|Toward Re-Entanglement: A Charter for the City and the Earth|

“Cities, when convivially organized and clearly bounded, are inherently efficient organisms.  By reigning in their spatial extents, we avoid the conversion of biologically productive land into sprawling, infrastructurally attenuated, automobile-oriented hardscapes. Instead,  we can optimize land already assigned to the urban sphere and thereby instill in it more profound value. Dense, mixed-use neighborhoods where citizens can live, work, and play enhance urban quality and reduce infrastructural requirements across all scales of urban inhabitation: exterior building envelopes and systems, when shared by multiple urban households, in multi-story buildings, reduce per capita embodied emissions; easy and equitable access to livelihoods, social facilities, and services reduce the externalized costs and emissions of long commutes. Efficient networks of mass transport and mobility de-emphasize the use of automobiles and trucks within the city, reducing the energy consumed, the pollution emitted, and the vast area of land required. That land, in turn, can be reassigned as public pedestrian corridors, and green spaces, and promote the careful restoration of natural forests, wetlands, and other ecologically critical landscapes. Dense and efficient polycentric  cities can replace unconstrained urban sprawl, eliminate often neglected and undervalued  urban peripheries, and clarify and enrich the interaction between those convivial cities and  the healthy wildlands that border them.”

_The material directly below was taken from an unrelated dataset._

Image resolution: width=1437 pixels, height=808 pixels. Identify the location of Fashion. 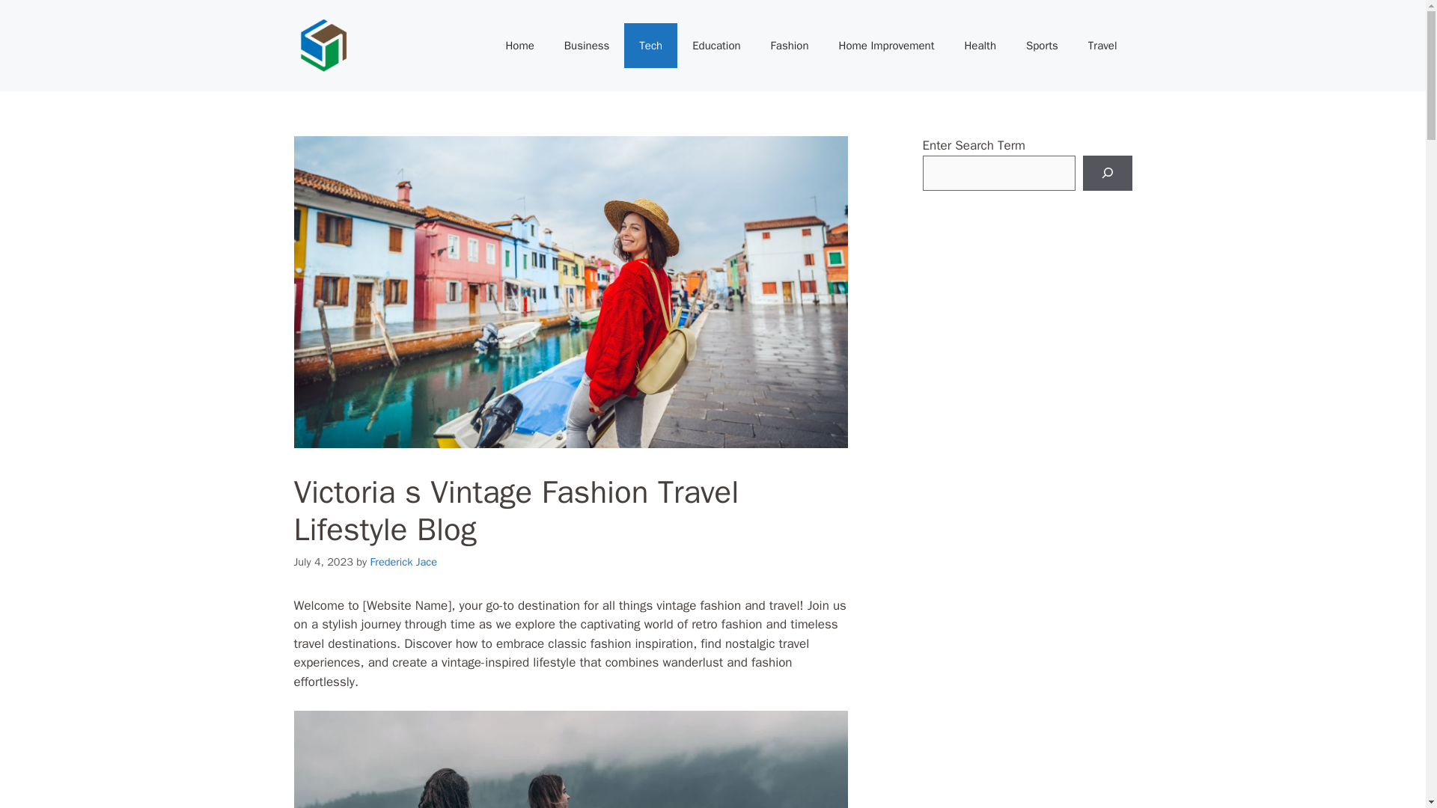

Fig: Representation of Efficient Polycentric BioCity that results in reduced Per Capita Emissions and a Symbiotic Ecosystem.

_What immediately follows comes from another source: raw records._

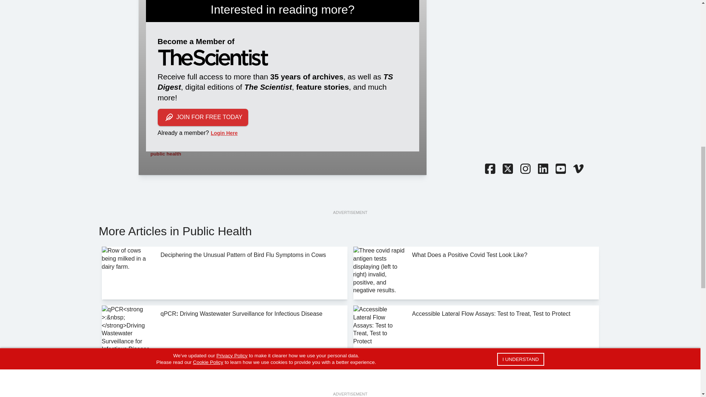 This screenshot has width=706, height=397. What do you see at coordinates (507, 169) in the screenshot?
I see `Twitter` at bounding box center [507, 169].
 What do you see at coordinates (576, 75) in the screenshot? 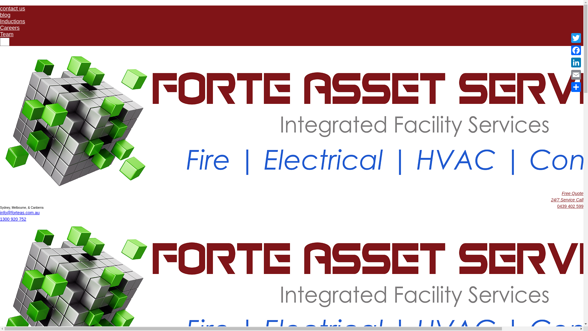
I see `Email` at bounding box center [576, 75].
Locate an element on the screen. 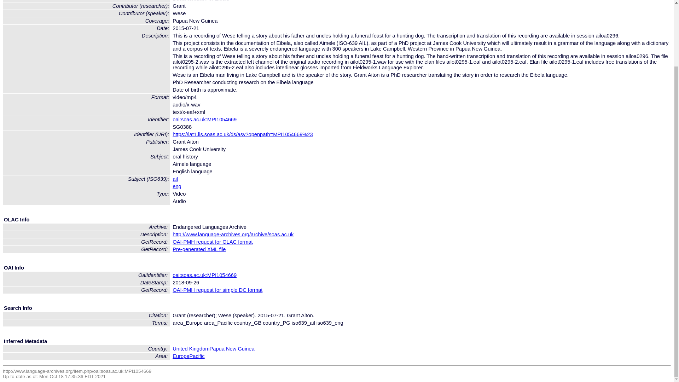 The image size is (679, 382). Papua New Guinea is located at coordinates (232, 349).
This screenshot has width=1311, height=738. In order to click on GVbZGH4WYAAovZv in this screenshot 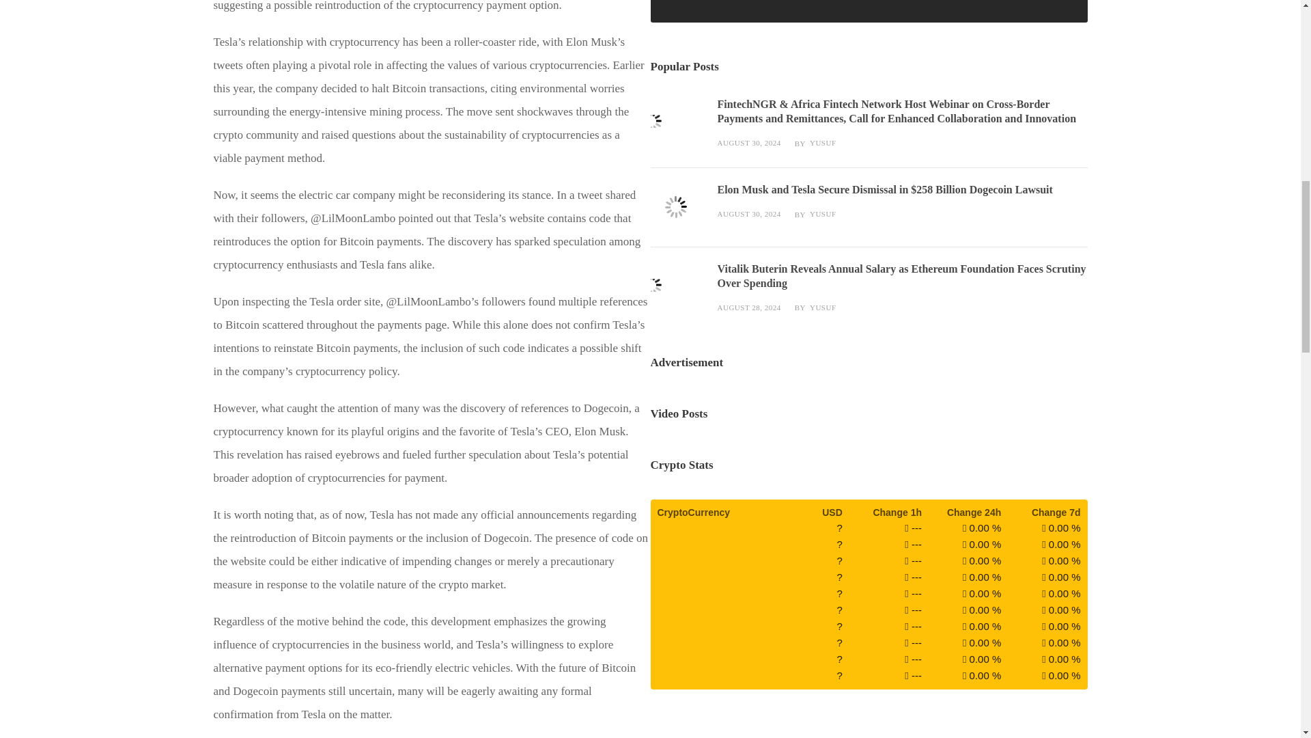, I will do `click(676, 130)`.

[Source : Indraneel Joshi and Shruti Sahasrabudhe]

The key to efficient and convivial cities is to reign in their spatial extents and focus on mixed-use neighborhoods. This allows citizens to live, work, and play in the same area, reducing the need for long commutes and the associated externalized costs. Additionally, this type of urban layout reduces the need for automobiles and trucks within the city, reducing energy consumption and pollution. By promoting public pedestrian corridors, and green spaces, and restoring natural landscapes, cities can become more efficient and convivial while also preserving the environment. Consequently, this chain leads to reduced per capita embodied emissions.